USFL '86: The Season That Never Was

Sunday, April 14, 2019

'84 Chronology-End of an Era

Event Date: September 28th, 1984

Event Description: Allen Steps Down

Source: United Press International

George Allen, a veteran coach who took teams to championship games in the both the National Football League and the two-year-old United States Football League, retired Thursday as coach of the Arizona football club.

Allen, who will remain with the USFL club as part owner and chairman of the board, was succeeded in the head coaching post by Paul Lanham, Arizona's offensive coordinator for the past season.

Dr. Ted Diethrich, minority owner of the Outlaws, said he and Allen had discussed Allen's future several times in recent months and that he had asked Allen to remain as coach for one more year. 

However, Allen said there were other things he wanted to do, including his work as chairman of the President's Council on Fitness and Sports.

Allen said he would “miss not being on the sidelines” but said he will “be here every day trying to help this team be successful.”

There are areas within the franchise that are more critical at this point than what is happening on the field and I am anxious to lend my expertise in these matters," Allen said.

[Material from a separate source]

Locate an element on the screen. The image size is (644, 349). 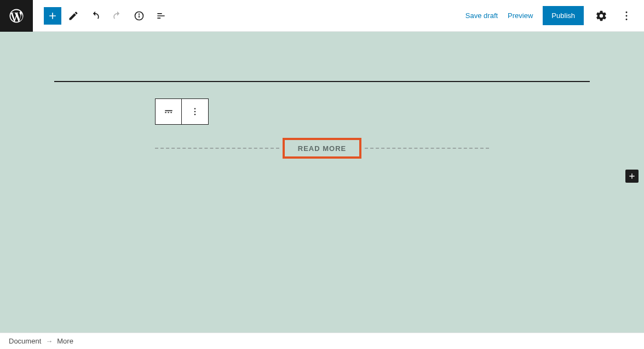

Allen won a reputation in the NFL as a coach who traded most of his draft choices for older, established players. In the NFL he had a career mark of 116-47-5, a .706 winning percentage. In the NFL, Allen was with the Los Angeles Rams from 1966-70 and the Redskins from 1971-77.

Allen joined the USFL in its initial season in 1983, coaching the Chicago Blitz, then owned by Dietrich, a Phoenix heart surgeon. After the 1983 season, Dietrich sold the Blitz and purchased the Wranglers with the two franchises then swapping some of its players. Allen also made the move to Phoenix from Chicago.

Allen said he had thought about retiring since the end of the season, but said he made the final decision Wednesday night when he informed Dietrich at a dinner meeting.

"I was very saddened last night because it was kind of an end to an era,” Dietrich said, adding he left the meal in tears.

Allen entered the pro ranks in 1957 as an assistant with the Rams and then spent eight years as an assistant with George Halas with the Chicago Bears.

Lanham, 53, coached under Allen at Washington before joining him again at Chicago in 1983. Lanham initially did not make the move to Phoenix with Allen but was hired early in the 1984 season as special teams coach before being elevated to assistant head coach and offensive coordinator.  "This has been a dream of mine for quite some time,” Lanham said about his first head coaching job.

George Allen is the toughest act to follow in football, but I'm excited about the challenges ahead,” he said.

Lanham's first job in the pros was with the St. Louis Cardinals in 1972, a year before he joined Allen at Washington. Previously, Lanham had been a college assistant at Delaware, Colorado State and Arkansas.

Dietrich said he had not formally signed Lanham to a contract, saying the details had not yet been worked out.